Washington, DC, Jan. 01, 2021 (GLOBE NEWSWIRE) -- Throughout its 22-year history, Shared Hope has inspired lawmaking that brings justice and ensures protective responses to victims of child sex trafficking. Leveraging its position as a nationally recognized leader in the fight to end this horror, the organization created the Protected Innocence Challenge in 2011--report cards that each year through 2019 graded every state and DC on the fundamental fabric of laws that address the issue. With the first grading period in 2021, Report Cards on Child & Youth Sex Trafficking will motivate states to move beyond fundamentals. This project serves as the blueprint for the next phase in Shared Hope’s campaign for State Action. National Change. and the catalyst for stronger state legislation to protect commercially sexually exploited youth.
“Twenty-six states earned failing grades when we began grading in 2011. Many did not even have a child sex trafficking law or make it a crime to buy sex with a child. Now, a decade later, all states have a child sex trafficking law and a legal framework for holding buyers of sex with children accountable. By 2019, two thirds of the states achieved a grade of A or B,” said Linda Smith, Shared Hope’s founder and president. “We succeeded in identifying the legal foundation needed for transformation in policy, practice, and culture; now, Report Cards on Child & Youth Sex Trafficking will address the significant gaps that remain, particularly in protections provided for survivors.”
This video showcases the look towards the future.

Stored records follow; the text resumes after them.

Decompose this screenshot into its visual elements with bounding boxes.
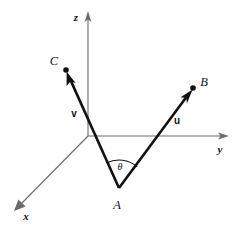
angle-label-theta: θ <box>118 161 123 172</box>
vector-diagram-figure: z y x A B C u v θ <box>0 0 240 228</box>
vector-label-u: u <box>174 115 180 126</box>
point-label-a: A <box>112 198 121 212</box>
axis-x <box>14 136 88 211</box>
vector-v <box>63 67 119 188</box>
vector-u-shaft <box>119 97 187 188</box>
point-label-b: B <box>200 75 208 89</box>
axis-label-y: y <box>216 143 223 155</box>
vector-v-shaft <box>70 80 119 188</box>
point-b-dot <box>190 85 196 91</box>
axis-label-x: x <box>22 210 29 222</box>
axis-label-z: z <box>73 11 79 23</box>
vector-u <box>119 85 196 188</box>
axis-x-line <box>21 136 88 204</box>
vector-label-v: v <box>71 108 77 119</box>
point-c-dot <box>63 67 69 73</box>
point-label-c: C <box>50 54 59 68</box>
vector-diagram-canvas: z y x A B C u v θ <box>0 0 240 228</box>
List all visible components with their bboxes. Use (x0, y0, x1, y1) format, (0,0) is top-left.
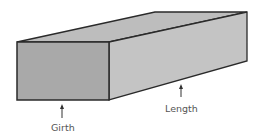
girth-arrow-icon (60, 104, 64, 118)
girth-label: Girth (51, 122, 75, 133)
box-diagram: Girth Length (0, 0, 264, 139)
length-label: Length (165, 103, 198, 114)
front-face (17, 42, 109, 100)
length-arrow-icon (179, 84, 183, 97)
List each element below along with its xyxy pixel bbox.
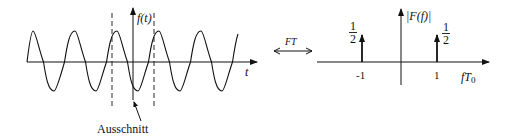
fourier-transform-symbol: FT xyxy=(274,36,312,51)
weight-denominator: 2 xyxy=(350,32,356,46)
t-axis-label: t xyxy=(245,65,249,79)
magnitude-axis-label: |F(f)| xyxy=(406,9,431,23)
freq-axis-label-sub: 0 xyxy=(471,75,476,85)
impulse-weight-negative: 1 2 xyxy=(349,19,357,46)
weight-numerator: 1 xyxy=(350,19,356,33)
frequency-domain-plot: 1 2 1 2 -1 1 |F(f)| fT0 xyxy=(317,9,489,85)
weight-numerator: 1 xyxy=(443,20,449,34)
window-pointer-arrow xyxy=(134,102,141,121)
weight-denominator: 2 xyxy=(443,33,449,47)
tick-label-minus-1: -1 xyxy=(356,69,365,81)
tick-label-1: 1 xyxy=(434,69,440,81)
diagram-canvas: f(t) t Ausschnitt FT 1 2 1 2 -1 1 xyxy=(0,0,512,140)
f-axis-label: f(t) xyxy=(137,11,152,25)
ft-label: FT xyxy=(284,36,298,47)
impulse-weight-positive: 1 2 xyxy=(442,20,450,47)
window-annotation: Ausschnitt xyxy=(97,122,149,136)
time-domain-plot: f(t) t Ausschnitt xyxy=(27,8,257,136)
freq-axis-label: fT0 xyxy=(461,70,476,85)
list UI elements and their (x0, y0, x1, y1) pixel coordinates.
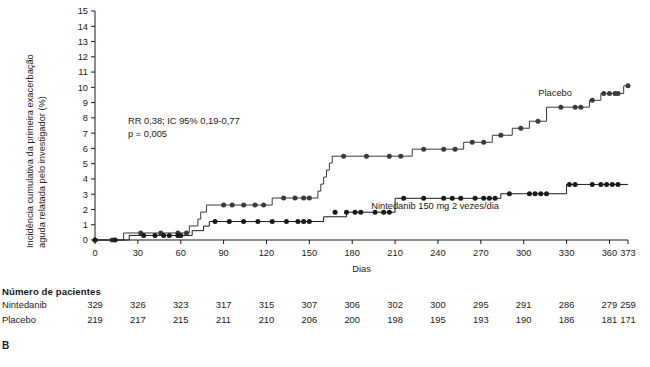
risk-table-row-placebo: Placebo 21921721521121020620019819519319… (0, 312, 650, 327)
censor-marker (178, 233, 183, 238)
censor-marker (387, 154, 392, 159)
censor-marker (601, 91, 606, 96)
x-axis: 0306090120150180210240270300330360373 (92, 240, 635, 258)
figure-panel-b: Incidência cumulativa da primeira exacer… (0, 0, 650, 367)
censor-marker (253, 203, 258, 208)
censor-marker (573, 105, 578, 110)
risk-table-cell: 217 (121, 312, 155, 327)
censor-marker (213, 219, 218, 224)
censor-marker (421, 196, 426, 201)
censor-marker (615, 91, 620, 96)
x-tick-label: 60 (176, 248, 186, 258)
panel-letter: B (2, 340, 9, 351)
risk-table-cell: 198 (378, 312, 412, 327)
risk-table-title: Número de pacientes (0, 286, 650, 297)
y-tick-label: 5 (83, 159, 88, 169)
y-tick-label: 12 (78, 52, 88, 62)
x-axis-title: Dias (352, 264, 371, 274)
censor-marker (573, 182, 578, 187)
censor-marker (626, 83, 631, 88)
censor-marker (615, 182, 620, 187)
risk-table-cell: 206 (292, 312, 326, 327)
risk-table-cell: 306 (335, 297, 369, 312)
censor-marker (450, 196, 455, 201)
risk-table-cell: 210 (249, 312, 283, 327)
risk-table-cell: 286 (550, 297, 584, 312)
risk-table-cell: 307 (292, 297, 326, 312)
y-tick-label: 13 (78, 37, 88, 47)
x-tick-label: 180 (344, 248, 360, 258)
censor-marker (441, 196, 446, 201)
risk-table-cell: 186 (550, 312, 584, 327)
censor-marker (458, 196, 463, 201)
censor-marker (607, 91, 612, 96)
risk-row-label: Nintedanib (2, 297, 47, 312)
y-tick-label: 6 (83, 144, 88, 154)
censor-marker (344, 210, 349, 215)
censor-marker (401, 196, 406, 201)
censor-marker (353, 210, 358, 215)
censor-marker (487, 196, 492, 201)
censor-marker (358, 210, 363, 215)
censor-marker (558, 105, 563, 110)
censor-marker (301, 219, 306, 224)
censor-marker (473, 196, 478, 201)
censor-marker (518, 126, 523, 131)
risk-table-cell: 315 (249, 297, 283, 312)
risk-table-cell: 326 (121, 297, 155, 312)
y-tick-label: 9 (83, 98, 88, 108)
risk-table-cell: 195 (421, 312, 455, 327)
censor-marker (544, 191, 549, 196)
censor-marker (307, 219, 312, 224)
censor-marker (598, 182, 603, 187)
censor-marker (255, 219, 260, 224)
y-tick-label: 7 (83, 129, 88, 139)
y-tick-label: 10 (78, 83, 88, 93)
risk-table-cell: 302 (378, 297, 412, 312)
censor-marker (421, 147, 426, 152)
y-tick-label: 4 (83, 174, 88, 184)
censor-marker (301, 196, 306, 201)
risk-table-cell: 295 (464, 297, 498, 312)
y-tick-label: 8 (83, 113, 88, 123)
number-at-risk-table: Número de pacientes Nintedanib 329326323… (0, 286, 650, 327)
y-tick-label: 0 (83, 235, 88, 245)
censor-marker (441, 147, 446, 152)
risk-table-cell: 193 (464, 312, 498, 327)
censor-marker (241, 219, 246, 224)
y-tick-label: 1 (83, 220, 88, 230)
risk-table-cell: 219 (78, 312, 112, 327)
curve-placebo (95, 86, 628, 240)
censor-marker (481, 196, 486, 201)
y-tick-label: 3 (83, 190, 88, 200)
x-tick-label: 120 (259, 248, 275, 258)
censor-marker (567, 182, 572, 187)
risk-table-cell: 190 (507, 312, 541, 327)
y-tick-label: 15 (78, 6, 88, 16)
censor-marker (184, 230, 189, 235)
x-tick-label: 150 (302, 248, 318, 258)
censor-marker (507, 191, 512, 196)
x-tick-label: 300 (516, 248, 532, 258)
censor-marker (261, 203, 266, 208)
y-tick-label: 11 (78, 67, 88, 77)
x-tick-label: 90 (218, 248, 228, 258)
risk-table-cell: 171 (611, 312, 645, 327)
risk-row-label: Placebo (2, 312, 36, 327)
censor-marker (295, 219, 300, 224)
y-tick-label: 14 (78, 22, 88, 32)
risk-table-cell: 300 (421, 297, 455, 312)
risk-table-cell: 329 (78, 297, 112, 312)
censor-marker (578, 105, 583, 110)
censor-marker (141, 233, 146, 238)
censor-marker (535, 119, 540, 124)
y-tick-label: 2 (83, 205, 88, 215)
series-label-placebo: Placebo (538, 88, 572, 98)
x-tick-label: 360 (602, 248, 618, 258)
censor-marker (307, 196, 312, 201)
censor-marker (270, 219, 275, 224)
censor-marker (364, 154, 369, 159)
x-tick-label: 30 (133, 248, 143, 258)
censor-marker (470, 140, 475, 145)
censor-marker (167, 233, 172, 238)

Understanding the critical role of state law in eradicating child and youth sex trafficking, Shared Hope utilizes the tools of grassroots mobilization, legislative advocacy, technical assistance, and collaboration to prioritize policies that strengthen both prevention and victim protections. This includes addressing and funding specialized services for victims and strengthening demand enforcement.
Report Cards on Child & Youth Sex Trafficking consists of 40 key points of law, grouped into six issue areas, that are needed under state law to provide a protective response to child and youth survivors of sex trafficking.
The six key issue areas are:
1. Criminal Provisions: Clear criminal laws, including those that criminalize buyers of sex with children, are needed to ensure all sex trafficking offenders can be held accountable.
2. Identification of and Response to Victims: State laws must identify all commercially sexually exploited children as victims of trafficking and provide for a protective, rather than punitive response.
3. Continuum of Care: To break the cycle of exploitation, state laws must provide victims access to funded, trauma-informed services.
4. Access to Justice for Trafficking Survivors: A range of civil and criminal justice remedies must be available for victims under the law.
5. Tools for a Victim-Centered Criminal Justice Response: Criminal justice procedures for the benefit and protection of victim-witnesses must be provided under the law.
6. Prevention and Training: To help prevent trafficking and promote just responses to child sex trafficking victims, training must be required by law for child welfare, juvenile justice, law enforcement, prosecutors and school personnel, and prevention education required for students.
“The past decade has led to new research and opportunities to listen to survivors, bringing ever increasing clarity to laws and policies that must be in place to fully respond to child and youth sex trafficking,” said Smith. “At the core of this shift is stopping the victim blaming that prevents children from being recognized as victims and accessing needed services. There is clearly much work to be done. Nineteen states still allow child victims to be charged with prostitution; in nineteen others the buyer can assert a defense that he didn’t know how old the child was; in nineteen more, buyers are not considered offenders under the child sex trafficking law. While we recognize changing laws to ensure greater protection for victims can be a heavy lift for states and providing services presents resource challenges, we’ve seen some states take the lead on this and we’re confident others will learn from their example.”
To learn how to take action by reaching out to your legislators on Report Cards on Child & Youth Sex Trafficking, visit here.
To support implementation of this advanced framework, our Policy Team will remain available to provide rapid technical assistance to support legislators, advocates, and state agencies; technical assistance requests can be submitted here.
ABOUT SHARED HOPE INTERNATIONAL
Founded in 1998 by then U.S. Congresswoman Linda Smith, Shared Hope International strives to prevent the conditions that foster sex trafficking, promote restoration for survivors of sex trafficking, and bring justice to vulnerable women and children. Smith’s past experience also includes her role as a Washington state legislator heading Child and Family Services and uniquely qualifies her to lead the organization’s efforts to improve state laws that address child sex trafficking.
A non-profit Christian organization, Shared Hope engages in diverse activities that confront sex trafficking in communities throughout America. Our efforts include training first responders and community members to identify warning signs of trafficking and employ intervention techniques to appropriately respond to child trafficking victims; providing restorative services to affected children and women; and offering legislative support to those focused on strengthening laws that fight child sex trafficking. Our vision is to coordinate a national U.S. network of protection to improve the response to victims of trafficking. We believe we can create a world where every survivor is surrounded by trained professionals, an alert community, just law and policy, knowledgeable service providers and appropriate shelter options.